Again & Again - The Bird and the Bee 01:43 ━━━━●───── 02:51 ⇆ㅤ ㅤ◁ㅤ ❚❚ ㅤ▷ ㅤㅤ↻ ılıılıılıılıılıılı ᴠᴏʟᴜᴍᴇ : ▮▮▮▮▮▮
After Nico’s relationship with Will ended, he eventually got together with {{user}}. The two of you met during your second year at university—both loners in your own way, drawn together during a late-night mythology lecture where Nico’s sarcastic comments about “historical inaccuracies” made you laugh harder than you had in months.
The relationship started strong. You knew about Nico being a demigod from the 1940s—a child of Hades with a haunted past—and he knew about all your personal baggage: the family issues, the reasons you left home, the way you never really fit in. You thought that understanding each other’s trauma would bring you closer. For a while, it did.
After just three months of dating, you moved in together. It wasn’t supposed to be a romantic milestone—it was practical. Your roommate bailed, rent was too high, and Nico didn’t seem to mind. He liked the idea of someone around who got it. But it was too soon.
Things began to fray quickly.
Nico wasn’t over Will. That much became obvious. He didn’t talk about Will much, but when he did, it stung. Every time you messed up, even in small ways, he’d mutter:
“I know Will wouldn’t do that…”
Or worse
“Will never made me feel like this.”
You knew you weren’t perfect. Sometimes you forgot to take the trash out. You got moody when your anxiety spiked. But it wasn’t just the little things. It was the silence, the way you both refused to talk, to fix the cracks forming between you. Neither of you wanted to admit how wrong it all felt.
Still, you stayed.
Then one day, after a brutal 9-hour shift at the greasy diner down the block—where your feet ached, your hair smelled like fry oil, and your head was pounding—you came home, threw your bag on the floor, and curled up on the bed just to rest your eyes.
That’s when you heard his voice, sharp and tired, from the kitchen:
“Hey, {{user}}, when are you going to do the dishes?”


§ PROMPT
Please print the full listing exactly.

§ AVAILABLE RECORDS
▽

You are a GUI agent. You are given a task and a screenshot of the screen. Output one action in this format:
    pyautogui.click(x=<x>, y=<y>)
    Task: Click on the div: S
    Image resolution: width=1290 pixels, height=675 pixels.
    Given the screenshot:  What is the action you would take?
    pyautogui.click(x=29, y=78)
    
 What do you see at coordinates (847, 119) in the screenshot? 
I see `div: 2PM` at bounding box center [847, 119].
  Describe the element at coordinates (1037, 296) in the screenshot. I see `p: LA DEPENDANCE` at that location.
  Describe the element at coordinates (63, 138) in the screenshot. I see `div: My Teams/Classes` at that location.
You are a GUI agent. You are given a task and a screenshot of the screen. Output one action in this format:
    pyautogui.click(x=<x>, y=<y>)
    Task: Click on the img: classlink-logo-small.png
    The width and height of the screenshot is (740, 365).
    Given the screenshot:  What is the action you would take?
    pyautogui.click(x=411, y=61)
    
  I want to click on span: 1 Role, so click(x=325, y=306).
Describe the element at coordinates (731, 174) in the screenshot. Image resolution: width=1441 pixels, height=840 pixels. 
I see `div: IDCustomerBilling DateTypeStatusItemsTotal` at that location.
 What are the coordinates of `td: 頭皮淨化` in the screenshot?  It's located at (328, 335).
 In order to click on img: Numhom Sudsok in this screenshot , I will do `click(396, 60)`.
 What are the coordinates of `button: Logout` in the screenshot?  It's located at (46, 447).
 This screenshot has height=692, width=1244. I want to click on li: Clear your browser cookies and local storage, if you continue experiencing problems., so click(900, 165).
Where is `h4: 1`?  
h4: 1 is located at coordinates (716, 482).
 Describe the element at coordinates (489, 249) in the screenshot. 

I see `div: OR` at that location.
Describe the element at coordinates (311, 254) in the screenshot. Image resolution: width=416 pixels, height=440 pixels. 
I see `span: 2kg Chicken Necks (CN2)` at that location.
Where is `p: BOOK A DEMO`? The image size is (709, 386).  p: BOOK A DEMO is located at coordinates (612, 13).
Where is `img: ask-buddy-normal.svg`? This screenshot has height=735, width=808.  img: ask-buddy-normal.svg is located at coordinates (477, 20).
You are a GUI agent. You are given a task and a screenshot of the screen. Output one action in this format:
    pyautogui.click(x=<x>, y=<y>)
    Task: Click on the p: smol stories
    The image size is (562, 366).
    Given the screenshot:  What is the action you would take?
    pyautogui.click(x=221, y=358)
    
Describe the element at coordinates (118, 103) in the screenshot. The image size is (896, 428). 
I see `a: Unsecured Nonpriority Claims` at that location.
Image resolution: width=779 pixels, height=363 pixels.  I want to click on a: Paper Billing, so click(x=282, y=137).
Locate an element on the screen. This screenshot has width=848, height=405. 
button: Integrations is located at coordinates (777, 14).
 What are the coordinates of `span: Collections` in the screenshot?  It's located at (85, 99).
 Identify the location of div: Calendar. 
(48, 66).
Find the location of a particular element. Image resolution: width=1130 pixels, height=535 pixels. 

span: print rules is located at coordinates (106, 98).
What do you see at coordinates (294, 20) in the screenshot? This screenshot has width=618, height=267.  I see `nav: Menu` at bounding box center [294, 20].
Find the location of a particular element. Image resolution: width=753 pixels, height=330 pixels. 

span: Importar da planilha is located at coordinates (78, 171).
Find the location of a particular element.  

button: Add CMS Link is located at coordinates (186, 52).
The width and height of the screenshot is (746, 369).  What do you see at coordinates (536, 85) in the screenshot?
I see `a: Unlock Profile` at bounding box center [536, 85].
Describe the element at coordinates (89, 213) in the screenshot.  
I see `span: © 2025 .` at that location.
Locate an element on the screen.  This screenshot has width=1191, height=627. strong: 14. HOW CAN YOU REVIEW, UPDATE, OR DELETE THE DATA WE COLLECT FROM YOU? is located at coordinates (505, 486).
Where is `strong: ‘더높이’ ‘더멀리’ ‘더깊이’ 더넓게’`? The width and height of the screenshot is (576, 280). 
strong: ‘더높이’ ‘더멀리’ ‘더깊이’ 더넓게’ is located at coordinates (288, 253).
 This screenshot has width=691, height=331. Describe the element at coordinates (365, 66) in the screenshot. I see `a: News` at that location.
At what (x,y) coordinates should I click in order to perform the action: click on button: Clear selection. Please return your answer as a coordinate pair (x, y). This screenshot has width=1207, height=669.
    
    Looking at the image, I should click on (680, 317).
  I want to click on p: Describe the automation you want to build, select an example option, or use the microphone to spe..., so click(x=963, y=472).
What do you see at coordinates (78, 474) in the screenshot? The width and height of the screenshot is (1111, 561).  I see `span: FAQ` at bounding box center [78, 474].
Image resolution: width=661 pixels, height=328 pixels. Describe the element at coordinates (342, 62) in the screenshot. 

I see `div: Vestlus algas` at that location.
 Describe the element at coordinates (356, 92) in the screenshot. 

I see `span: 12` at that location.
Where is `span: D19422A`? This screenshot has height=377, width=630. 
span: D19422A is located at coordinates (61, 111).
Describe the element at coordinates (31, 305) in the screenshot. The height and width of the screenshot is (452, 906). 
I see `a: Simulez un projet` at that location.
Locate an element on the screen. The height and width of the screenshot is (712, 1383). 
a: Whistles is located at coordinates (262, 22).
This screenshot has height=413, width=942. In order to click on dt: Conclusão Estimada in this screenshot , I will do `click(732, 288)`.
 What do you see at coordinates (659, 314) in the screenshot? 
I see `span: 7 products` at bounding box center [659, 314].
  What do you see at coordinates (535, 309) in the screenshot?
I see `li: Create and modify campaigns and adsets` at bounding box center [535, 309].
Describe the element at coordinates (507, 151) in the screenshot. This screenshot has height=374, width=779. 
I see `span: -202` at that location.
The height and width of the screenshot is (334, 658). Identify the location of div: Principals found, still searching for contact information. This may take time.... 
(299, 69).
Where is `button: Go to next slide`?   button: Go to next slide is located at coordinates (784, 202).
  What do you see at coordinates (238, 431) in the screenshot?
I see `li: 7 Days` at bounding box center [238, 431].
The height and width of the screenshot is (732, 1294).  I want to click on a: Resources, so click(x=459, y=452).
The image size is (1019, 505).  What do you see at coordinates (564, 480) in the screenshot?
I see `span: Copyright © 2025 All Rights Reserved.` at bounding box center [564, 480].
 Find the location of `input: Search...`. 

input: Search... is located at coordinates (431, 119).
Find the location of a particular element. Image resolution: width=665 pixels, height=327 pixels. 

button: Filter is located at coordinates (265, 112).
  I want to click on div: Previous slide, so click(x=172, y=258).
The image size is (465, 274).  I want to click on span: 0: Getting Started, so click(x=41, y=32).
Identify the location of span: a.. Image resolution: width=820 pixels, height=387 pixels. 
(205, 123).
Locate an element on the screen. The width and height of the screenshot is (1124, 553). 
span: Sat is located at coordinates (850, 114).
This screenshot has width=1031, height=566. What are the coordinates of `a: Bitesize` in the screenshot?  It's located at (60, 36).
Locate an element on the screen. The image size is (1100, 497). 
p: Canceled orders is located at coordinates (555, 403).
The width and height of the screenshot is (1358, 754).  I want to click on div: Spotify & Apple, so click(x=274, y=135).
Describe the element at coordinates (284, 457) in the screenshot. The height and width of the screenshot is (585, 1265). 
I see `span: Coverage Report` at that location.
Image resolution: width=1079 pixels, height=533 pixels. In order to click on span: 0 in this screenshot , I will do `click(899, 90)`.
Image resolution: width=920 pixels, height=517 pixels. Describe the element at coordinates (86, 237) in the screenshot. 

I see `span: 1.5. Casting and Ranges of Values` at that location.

△

§ SOLUTION FOR THIS EXERCISE
You are a GUI agent. You are given a task and a screenshot of the screen. Output one action in this format:
    pyautogui.click(x=<x>, y=<y>)
    Task: Click on the div: S
    Image resolution: width=1290 pixels, height=675 pixels.
    Given the screenshot:  What is the action you would take?
    pyautogui.click(x=29, y=78)
    
 What do you see at coordinates (847, 119) in the screenshot? 
I see `div: 2PM` at bounding box center [847, 119].
  Describe the element at coordinates (1037, 296) in the screenshot. I see `p: LA DEPENDANCE` at that location.
  Describe the element at coordinates (63, 138) in the screenshot. I see `div: My Teams/Classes` at that location.
You are a GUI agent. You are given a task and a screenshot of the screen. Output one action in this format:
    pyautogui.click(x=<x>, y=<y>)
    Task: Click on the img: classlink-logo-small.png
    The width and height of the screenshot is (740, 365).
    Given the screenshot:  What is the action you would take?
    pyautogui.click(x=411, y=61)
    
  I want to click on span: 1 Role, so click(x=325, y=306).
Describe the element at coordinates (731, 174) in the screenshot. Image resolution: width=1441 pixels, height=840 pixels. 
I see `div: IDCustomerBilling DateTypeStatusItemsTotal` at that location.
 What are the coordinates of `td: 頭皮淨化` in the screenshot?  It's located at (328, 335).
 In order to click on img: Numhom Sudsok in this screenshot , I will do `click(396, 60)`.
 What are the coordinates of `button: Logout` in the screenshot?  It's located at (46, 447).
 This screenshot has height=692, width=1244. I want to click on li: Clear your browser cookies and local storage, if you continue experiencing problems., so click(900, 165).
Where is `h4: 1`?  
h4: 1 is located at coordinates (716, 482).
 Describe the element at coordinates (489, 249) in the screenshot. 

I see `div: OR` at that location.
Describe the element at coordinates (311, 254) in the screenshot. Image resolution: width=416 pixels, height=440 pixels. 
I see `span: 2kg Chicken Necks (CN2)` at that location.
Where is `p: BOOK A DEMO`? The image size is (709, 386).  p: BOOK A DEMO is located at coordinates (612, 13).
Where is `img: ask-buddy-normal.svg`? This screenshot has height=735, width=808.  img: ask-buddy-normal.svg is located at coordinates (477, 20).
You are a GUI agent. You are given a task and a screenshot of the screen. Output one action in this format:
    pyautogui.click(x=<x>, y=<y>)
    Task: Click on the p: smol stories
    The image size is (562, 366).
    Given the screenshot:  What is the action you would take?
    pyautogui.click(x=221, y=358)
    
Describe the element at coordinates (118, 103) in the screenshot. The image size is (896, 428). 
I see `a: Unsecured Nonpriority Claims` at that location.
Image resolution: width=779 pixels, height=363 pixels.  I want to click on a: Paper Billing, so click(x=282, y=137).
Locate an element on the screen. This screenshot has width=848, height=405. 
button: Integrations is located at coordinates (777, 14).
 What are the coordinates of `span: Collections` in the screenshot?  It's located at (85, 99).
 Identify the location of div: Calendar. 
(48, 66).
Find the location of a particular element. Image resolution: width=1130 pixels, height=535 pixels. 

span: print rules is located at coordinates (106, 98).
What do you see at coordinates (294, 20) in the screenshot? This screenshot has width=618, height=267.  I see `nav: Menu` at bounding box center [294, 20].
Find the location of a particular element. Image resolution: width=753 pixels, height=330 pixels. 

span: Importar da planilha is located at coordinates (78, 171).
Find the location of a particular element.  

button: Add CMS Link is located at coordinates (186, 52).
The width and height of the screenshot is (746, 369).  What do you see at coordinates (536, 85) in the screenshot?
I see `a: Unlock Profile` at bounding box center [536, 85].
Describe the element at coordinates (89, 213) in the screenshot.  
I see `span: © 2025 .` at that location.
Locate an element on the screen.  This screenshot has width=1191, height=627. strong: 14. HOW CAN YOU REVIEW, UPDATE, OR DELETE THE DATA WE COLLECT FROM YOU? is located at coordinates (505, 486).
Where is `strong: ‘더높이’ ‘더멀리’ ‘더깊이’ 더넓게’`? The width and height of the screenshot is (576, 280). 
strong: ‘더높이’ ‘더멀리’ ‘더깊이’ 더넓게’ is located at coordinates (288, 253).
 This screenshot has width=691, height=331. Describe the element at coordinates (365, 66) in the screenshot. I see `a: News` at that location.
At what (x,y) coordinates should I click in order to perform the action: click on button: Clear selection. Please return your answer as a coordinate pair (x, y). This screenshot has width=1207, height=669.
    
    Looking at the image, I should click on (680, 317).
  I want to click on p: Describe the automation you want to build, select an example option, or use the microphone to spe..., so click(x=963, y=472).
What do you see at coordinates (78, 474) in the screenshot? The width and height of the screenshot is (1111, 561).  I see `span: FAQ` at bounding box center [78, 474].
Image resolution: width=661 pixels, height=328 pixels. Describe the element at coordinates (342, 62) in the screenshot. 

I see `div: Vestlus algas` at that location.
 Describe the element at coordinates (356, 92) in the screenshot. 

I see `span: 12` at that location.
Where is `span: D19422A`? This screenshot has height=377, width=630. 
span: D19422A is located at coordinates (61, 111).
Describe the element at coordinates (31, 305) in the screenshot. The height and width of the screenshot is (452, 906). 
I see `a: Simulez un projet` at that location.
Locate an element on the screen. The height and width of the screenshot is (712, 1383). 
a: Whistles is located at coordinates (262, 22).
This screenshot has height=413, width=942. In order to click on dt: Conclusão Estimada in this screenshot , I will do `click(732, 288)`.
 What do you see at coordinates (659, 314) in the screenshot? 
I see `span: 7 products` at bounding box center [659, 314].
  What do you see at coordinates (535, 309) in the screenshot?
I see `li: Create and modify campaigns and adsets` at bounding box center [535, 309].
Describe the element at coordinates (507, 151) in the screenshot. This screenshot has height=374, width=779. 
I see `span: -202` at that location.
The height and width of the screenshot is (334, 658). Identify the location of div: Principals found, still searching for contact information. This may take time.... 
(299, 69).
Where is `button: Go to next slide`?   button: Go to next slide is located at coordinates (784, 202).
  What do you see at coordinates (238, 431) in the screenshot?
I see `li: 7 Days` at bounding box center [238, 431].
The height and width of the screenshot is (732, 1294).  I want to click on a: Resources, so click(x=459, y=452).
The image size is (1019, 505).  What do you see at coordinates (564, 480) in the screenshot?
I see `span: Copyright © 2025 All Rights Reserved.` at bounding box center [564, 480].
 Find the location of `input: Search...`. 

input: Search... is located at coordinates (431, 119).
Find the location of a particular element. Image resolution: width=665 pixels, height=327 pixels. 

button: Filter is located at coordinates (265, 112).
  I want to click on div: Previous slide, so click(x=172, y=258).
The image size is (465, 274).  I want to click on span: 0: Getting Started, so click(x=41, y=32).
Identify the location of span: a.. Image resolution: width=820 pixels, height=387 pixels. 
(205, 123).
Locate an element on the screen. The width and height of the screenshot is (1124, 553). 
span: Sat is located at coordinates (850, 114).
This screenshot has width=1031, height=566. What are the coordinates of `a: Bitesize` in the screenshot?  It's located at (60, 36).
Locate an element on the screen. The image size is (1100, 497). 
p: Canceled orders is located at coordinates (555, 403).
The width and height of the screenshot is (1358, 754).  I want to click on div: Spotify & Apple, so click(x=274, y=135).
Describe the element at coordinates (284, 457) in the screenshot. The height and width of the screenshot is (585, 1265). 
I see `span: Coverage Report` at that location.
Image resolution: width=1079 pixels, height=533 pixels. In order to click on span: 0 in this screenshot , I will do `click(899, 90)`.
Image resolution: width=920 pixels, height=517 pixels. Describe the element at coordinates (86, 237) in the screenshot. 

I see `span: 1.5. Casting and Ranges of Values` at that location.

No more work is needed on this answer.